John Rollin Ridge (standing) pictuted with an unidentified man and child, ca. 1866.
Photo by G.H. Joslyn & Co.

After the D. C. trip, Rollin returned to California and edited the Grass Valley Daily Democrat there. By the fall of that same year, however, his health began to fail. He had contracted encephalitis, a dangerous condition causing inflammation of the brain. His health worsened through the end of 1866 and on into spring and summer of 1867. Finally on October 5, 1867, John Rollin Ridge died in Grass Valley. He was buried two days later in what is now the Greenwood Memorial Cemetery in Grass Valley.

In the following year, 1868, his widow Elizabeth collected most of his extant poems and published them. The collection, simply titled Poems by John R. Ridge, was published by Henry Payot and Company of San Francisco and contains forty-four poems of various lengths. Written in the lyrical, often highly expressive style of the late Romantic period, Rollin’s poems may seem dated to modern readers. His topics, also reflecting the Romanticism prevalent at the time, typically have to do with nature, love, and progress—especially as it was seen in science and the growing United States.

Rollin’s best-known poem, “Mount Shasta,” is a nature poem. It is essentially an ode to this majestic mountain located in northern California, which stands:

Imperial midst the lesser heights, and, like

Some mighty unimpassioned mind, companionless

And cold. The storms of Heaven may beat in wrath

Against it, but it stands in unpolluted

Grandeur still….”

In addition to being in the posthumous collection, “Mount Shasta” originally appeared in the Marysville Daily Evening Standard in 1853. It was reprinted many times afterward, and Rollin put the entire poem in the early part of The Life and Adventures of Joaquin Murieta. A sampling of other poetic titles in the “Mount Shasta” vein include: “A Night Scene,” “To a Mockingbird Singing in a Tree,” and “To a Star Seen at Twilight.”
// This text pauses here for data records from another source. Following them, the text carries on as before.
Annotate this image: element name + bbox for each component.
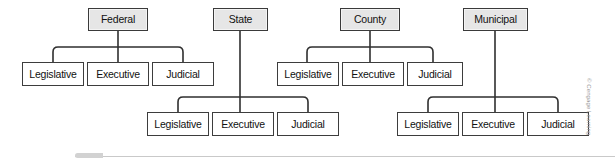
node-municipal-legislative: Legislative xyxy=(397,112,459,136)
node-county-executive-label: Executive xyxy=(349,69,397,80)
node-federal-judicial-label: Judicial xyxy=(164,69,201,80)
node-federal-judicial: Judicial xyxy=(152,62,214,86)
node-municipal: Municipal xyxy=(463,8,528,31)
copyright-credit: © Cengage Learning xyxy=(582,78,592,148)
node-state-legislative: Legislative xyxy=(147,112,209,136)
node-federal-legislative: Legislative xyxy=(22,62,84,86)
node-federal-label: Federal xyxy=(99,14,137,25)
node-federal-executive-label: Executive xyxy=(94,69,142,80)
node-municipal-executive: Executive xyxy=(462,112,524,136)
footer-divider xyxy=(75,156,615,157)
government-structure-diagram: Federal Legislative Executive Judicial S… xyxy=(0,0,615,165)
node-county-judicial: Judicial xyxy=(407,62,463,86)
node-municipal-legislative-label: Legislative xyxy=(402,119,453,130)
node-county-legislative: Legislative xyxy=(277,62,339,86)
node-county: County xyxy=(340,8,400,31)
node-federal-legislative-label: Legislative xyxy=(27,69,78,80)
node-county-executive: Executive xyxy=(342,62,404,86)
federal-bus xyxy=(53,47,183,62)
node-municipal-label: Municipal xyxy=(472,14,519,25)
node-state: State xyxy=(213,8,268,31)
node-state-judicial: Judicial xyxy=(277,112,339,136)
node-state-legislative-label: Legislative xyxy=(152,119,203,130)
node-county-judicial-label: Judicial xyxy=(416,69,453,80)
node-state-label: State xyxy=(227,14,255,25)
node-municipal-executive-label: Executive xyxy=(469,119,517,130)
node-federal-executive: Executive xyxy=(87,62,149,86)
node-state-judicial-label: Judicial xyxy=(289,119,326,130)
node-county-legislative-label: Legislative xyxy=(282,69,333,80)
node-municipal-judicial-label: Judicial xyxy=(539,119,576,130)
footer-divider-cap xyxy=(75,153,103,158)
county-bus xyxy=(307,47,433,62)
state-bus xyxy=(178,97,308,112)
municipal-bus xyxy=(428,97,558,112)
node-county-label: County xyxy=(352,14,388,25)
node-municipal-judicial: Judicial xyxy=(527,112,589,136)
node-state-executive-label: Executive xyxy=(219,119,267,130)
node-state-executive: Executive xyxy=(212,112,274,136)
node-federal: Federal xyxy=(88,8,148,31)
Rollin also wrote several love poems, including “The Robber’s Song to His Mistress,” “The Still, Small Voice,” and “A Cherokee Love Song.” Sample lines from the latter poem show his style in this type of poetry:

Oh come with me by moonlight, love,

And let us seek the river’s shore;

My light canoe awaits thee, love.

The sweetest burden e’er it bore!

Among the poems dedicated to progress, both scientific and of the nation itself, are “California,” two just called “Poem,” and probably the best known of his optimistic celebrations on the topic: “The Atlantic Cable,” which follows “Mount Shasta” at the very beginning of Poems. In cheering the latest scientific breakthrough, Rollin could hardly be more enthusiastic:

Let Earth be glad! for that great work is done,

Which makes, at last, the Old and New World one!

Let all mankind rejoice! for time nor space

Shall check the progress of the human race!

In the end, although he had a solid body of poetic work as shown in Poems, John Rollin Ridge has been and still is mostly remembered for The Life and Adventures of Joaquin Murieta, described by academic Hsuan Hsu as “one of the most influential and one of the most invisible novels in the history of American literature.” Whether Rollin’s work is truly invisible or not, it continues to resonate today, and he is a serious subject for scholarly interest and research.

With the modern emphasis on social justice, Rollin Ridge is perhaps not just remembered for his own personal conflicts and contradictions, but also for producing “a classic American story of anti-racist insurrection.” In sum, he was an important mid-nineteenth century American author and his work, while a century and a half old now, still lives today.

J.B. Hogan, an award-winning author, poet, and historian, is a U.S. Air Force veteran with a Ph.D. in English Literature. He’s published over 300 works and 13 books, led local historic organizations, and played bass in a family Americana band—all while preserving and celebrating Arkansas history. His original article on John Rollin Ridge, published in Flashback, the official magazine of the Washington County (Arkansas) Historical Society, recently won the Arkansas Historical Association’s Walter L. Brown Award for Best Biography, Autobiograpy, or Memoir Published in a Local Historical Journal.